Medallion gets a $35M boost to continue its goal of removing inefficiencies in provider management – MedCity News
The U.S. spends about $4 trillion on healthcare each year, of which $1 trillion is spent on healthcare administration. As with many things in healthcare, much of the administrative work providers must do to manage their clinicians’ credentials is manual, paper-based, time-intensive and housed in disparate systems.
This problem led to the founding of Medallion, a provider management platform that automates licensing, continuing education tracking, credentialing and compliance. On Thursday, the startup closed a $35 million Series C funding round, bringing the total amount of capital it has raised to $85 million. The round was co-led by Spark Capital and new investor GV (formerly Google Ventures), with participation from Salesforce Ventures, Sequoia Capital, Optum Ventures, BoxGroup and Elad Gil.
Derek Lo, an alum of this year’s Forbes 30 Under 30 Healthcare list, founded Medallion in 2020 with the mission of reducing healthcare’s overhead spend on administration by automating the manual components of the credentialing and continuing education process. Medallion’s platform enables healthcare organizations to get their providers licensed in new states, renew their existing licenses, track provider progress toward continuing education completion, enroll with insurance plans and verify a provider’s credentials.

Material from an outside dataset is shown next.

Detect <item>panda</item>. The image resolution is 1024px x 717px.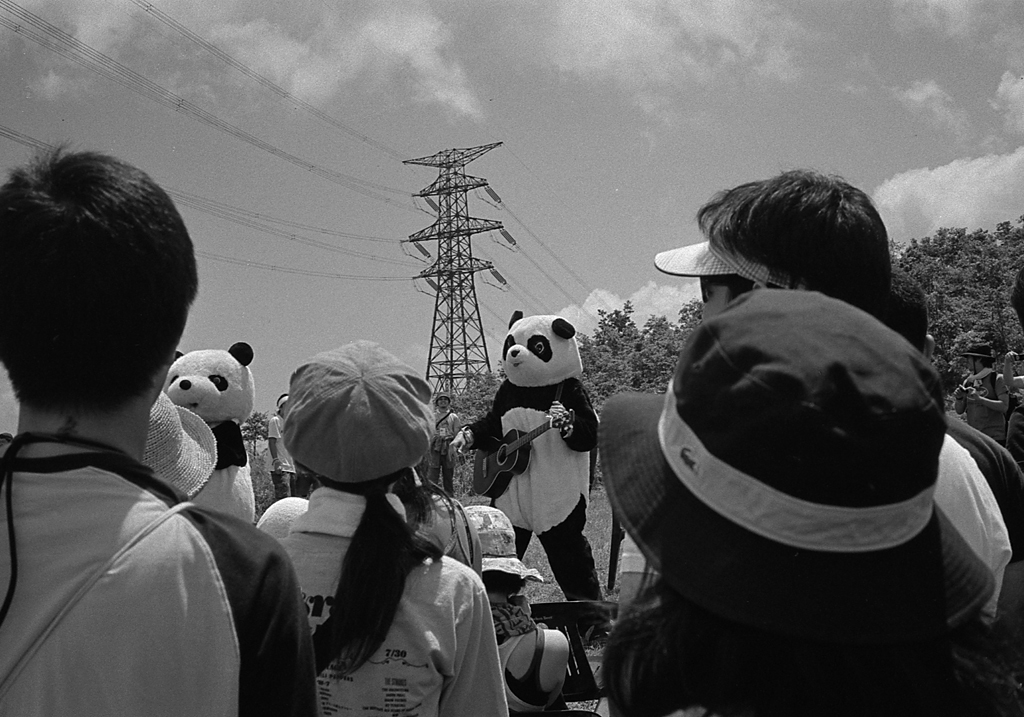
BBox(459, 309, 604, 604).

The San Francisco-based startup sells its software to digital health companies, health systems, provider groups and payers. It now has more than 200 customers, ranging from smaller organizations with 5-10 employees to organizations with more than 1,000 employees. Medallion will also work with independent physician practices as long as they have five or more providers, Lo said.
Without automation software, organizations must manually track their providers’ license renewal dates, as well as the states in which applications are pending. They also must manage all back-and forth communication with providers and state boards, which can add hours onto staff’s work schedules and cause burnout.

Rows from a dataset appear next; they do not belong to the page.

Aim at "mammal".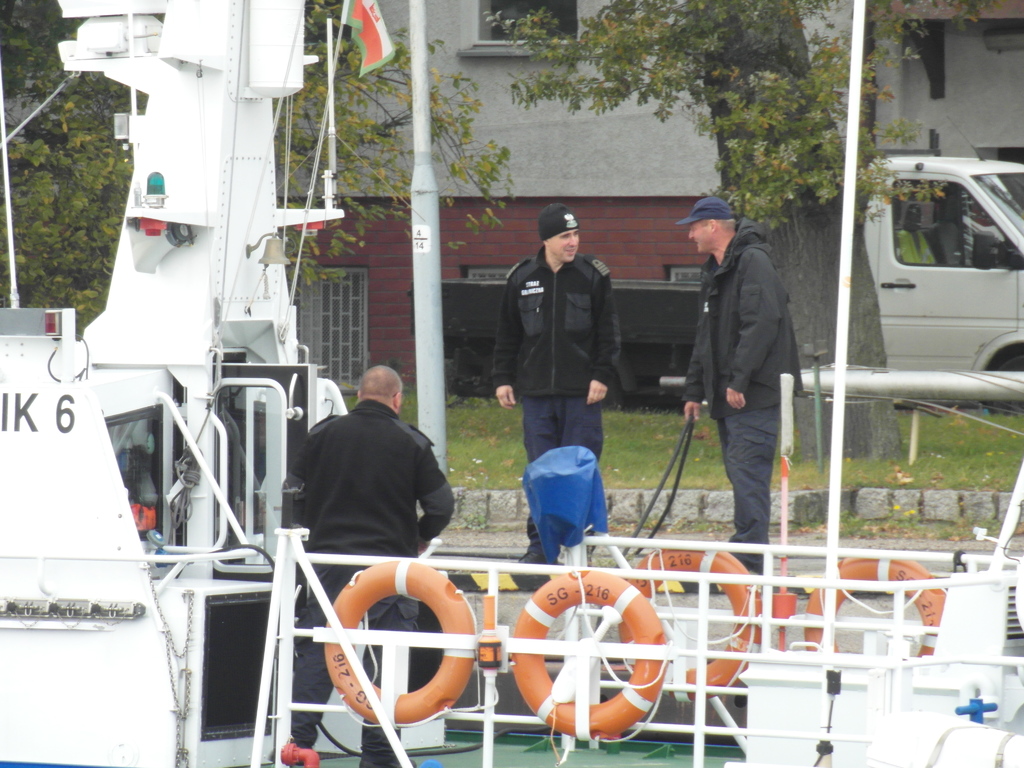
Aimed at x1=681 y1=196 x2=804 y2=572.
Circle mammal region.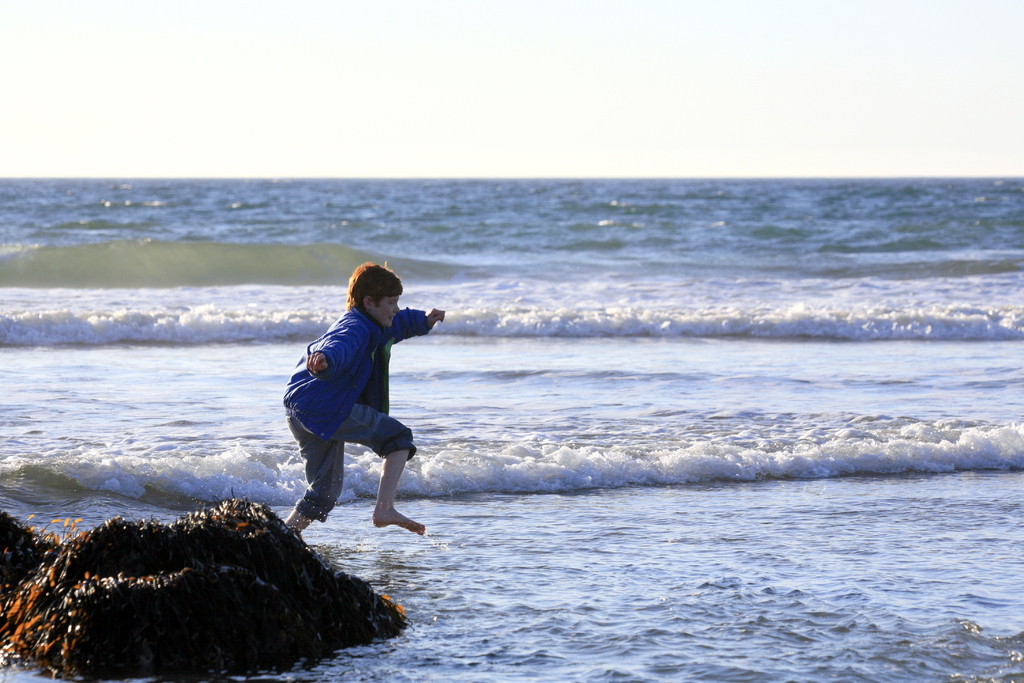
Region: BBox(285, 259, 447, 538).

“Medallion eliminates all of this work for our customers and manages the entire process end-to-end, even the communication with the state board and the provider,” Lo said. “It’s a very similar process for payer enrollments, too.”
Like any SaaS company, Medallion sells its technology with a platform fee. It also offers additional bundles for licensing, payer enrollment and credentialing. Some of the customers using Medallion’s platform include Headspace Health, Oak Street Health, Carbon Health, MedExpress, hims, Tia and Longevity Health Plan of Florida.

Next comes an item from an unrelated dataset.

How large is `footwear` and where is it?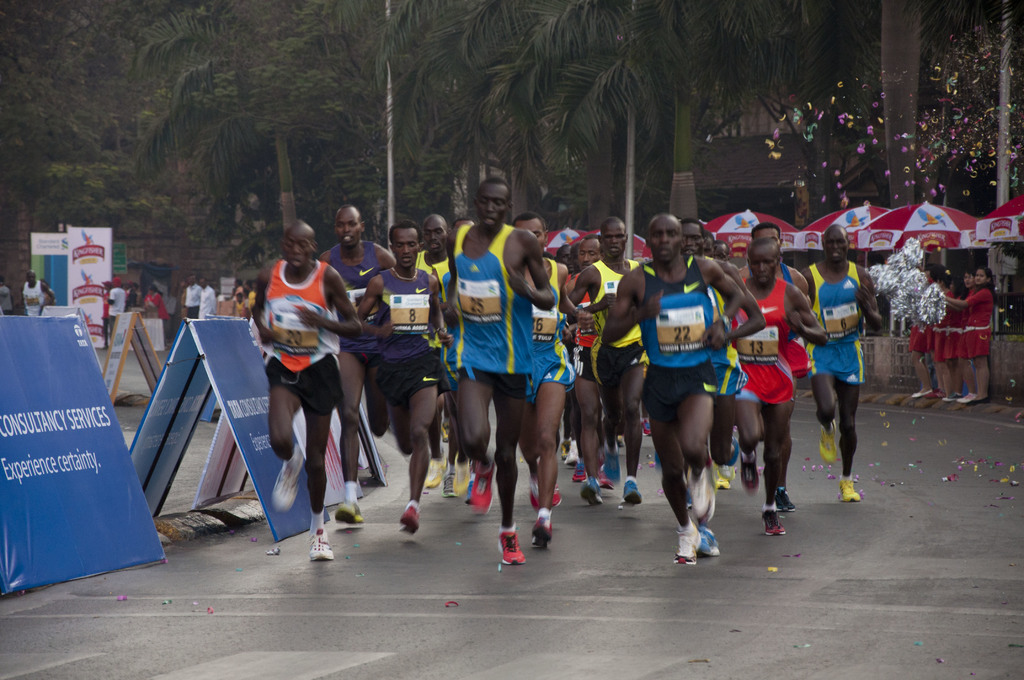
Bounding box: region(672, 519, 697, 566).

The startup’s competitors include symplr, Availity and MedTrainer. Lo declared that Medallion is different from these companies because no other platform is comprehensive enough to offer an all-in-one platform — his company’s software can manage everything from licensing and continuing education to credentialing and payer enrollment.
Medallion’s funding round comes amid rapid growth — just six months after its Series B and twelve months after its Series A. The company has also nearly doubled its employee count to 150 since its Series B.
The new funding will be used to “double down” on Medallion’s efforts to expand the diversity of its customer base, as digital health companies currently comprise the majority. The company is looking to bring on more health system and payer customers, according to Lo. He said the money will also be used to accelerate product development and expand its strategic partnerships.
The Series C funding takes Medallion’s post-money valuation to $350 million, up from $200 million after the last round.